Ethiopia is widely recognized as the origin country of the world’s most popular and adored brew, coffee. The nation is undeniably producing world-class varieties of coffee beans and plays the best role to bring them to the international coffee market.
About 95% of these beans are produced organically without any trace of pesticides or fertilizers and are sold at three times the average export price.
Despite producing the best quality coffee, and a surge in demand, industry is still ranked behind other major producers like Brazil, Colombia, Indonesia, and Vietnam. There are many reasons attributed to low productivity like climate change, restricted access to high quality seeds, and lack of awareness in scientific methods of cultivation by small holder farmers etc.
Driven by low productivity coffee plantations are expanding into the forests which in turn is degrading the land and increasing carbon emissions from the forest sector. These fast depleting forests are the natural genetic bank for Arabica varietals, protect bio-diverse habitats, and sustain the livelihoods of hundreds of thousands of smallholder farmers who harvest the extraordinary coffees that grow wild there. Therefore, protecting these tropical forests and the biodiversity within it gains paramount importance and the responsibility that falls to everyone across the globe to conserve them for future generations of coffee connoisseurs.
Protecting Ethiopia’s Forest Coffee
There are still hope in protecting these biodiversity rich tropical forests and thereby the future of high quality coffee. The reason behind this is because Ethiopia is probably the only origin where the manner in which coffee is produced by smallholders protects tropical forests and the biodiversity within.

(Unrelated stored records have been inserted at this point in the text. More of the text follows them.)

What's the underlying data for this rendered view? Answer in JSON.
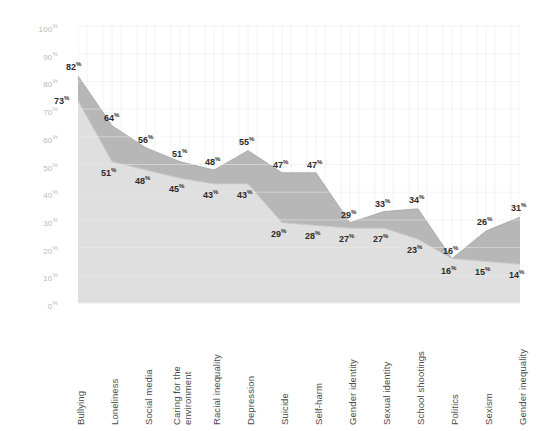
{
  "chart_data": {
    "type": "area",
    "title": "",
    "xlabel": "",
    "ylabel": "",
    "ylim": [
      0,
      100
    ],
    "grid": true,
    "legend": "none",
    "categories": [
      "Bullying",
      "Loneliness",
      "Social media",
      "Caring for the environment",
      "Racial inequality",
      "Depression",
      "Suicide",
      "Self-harm",
      "Gender identity",
      "Sexual identity",
      "School shootings",
      "Politics",
      "Sexism",
      "Gender inequality"
    ],
    "yticks": [
      "0%",
      "10%",
      "20%",
      "30%",
      "40%",
      "50%",
      "60%",
      "70%",
      "80%",
      "90%",
      "100%"
    ],
    "ytick_values": [
      0,
      10,
      20,
      30,
      40,
      50,
      60,
      70,
      80,
      90,
      100
    ],
    "series": [
      {
        "name": "Series 1",
        "color": "#b3b3b3",
        "values": [
          82,
          64,
          56,
          51,
          48,
          55,
          47,
          47,
          29,
          33,
          34,
          16,
          26,
          31
        ],
        "labels": [
          "82%",
          "64%",
          "56%",
          "51%",
          "48%",
          "55%",
          "47%",
          "47%",
          "29%",
          "33%",
          "34%",
          "16%",
          "26%",
          "31%"
        ]
      },
      {
        "name": "Series 2",
        "color": "#d9d9d9",
        "values": [
          73,
          51,
          48,
          45,
          43,
          43,
          29,
          28,
          27,
          27,
          23,
          16,
          15,
          14
        ],
        "labels": [
          "73%",
          "51%",
          "48%",
          "45%",
          "43%",
          "43%",
          "29%",
          "28%",
          "27%",
          "27%",
          "23%",
          "16%",
          "15%",
          "14%"
        ]
      }
    ]
  },
  "colors": {
    "background": "#ffffff",
    "axis_text": "#b9b9b9",
    "category_text": "#4b4b4b",
    "data_label_text": "#2b2b2b",
    "series1_fill": "#b3b3b3",
    "series2_fill": "#e2e2e2",
    "gridline": "#ececec"
  }
}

But the sole responsibility does not lie on the farmers alone.
Cooperatives are building awareness among their members about how to protect the woodlands. And governments — local, regional, and national — are promoting more responsible uses for the forests as part of broader environmental sustainability efforts. Programmes such as Participatory Forest Management (PFM) policy by the Ethiopian government are one such example.
Kerchanshe Trading being a major Ethiopian producer and exporter of coffee, understands the significance of conserving the future of coffee. Hence through its many initiatives the company has engaged in sustainable organic coffee production and invested considerably in community and environment development projects.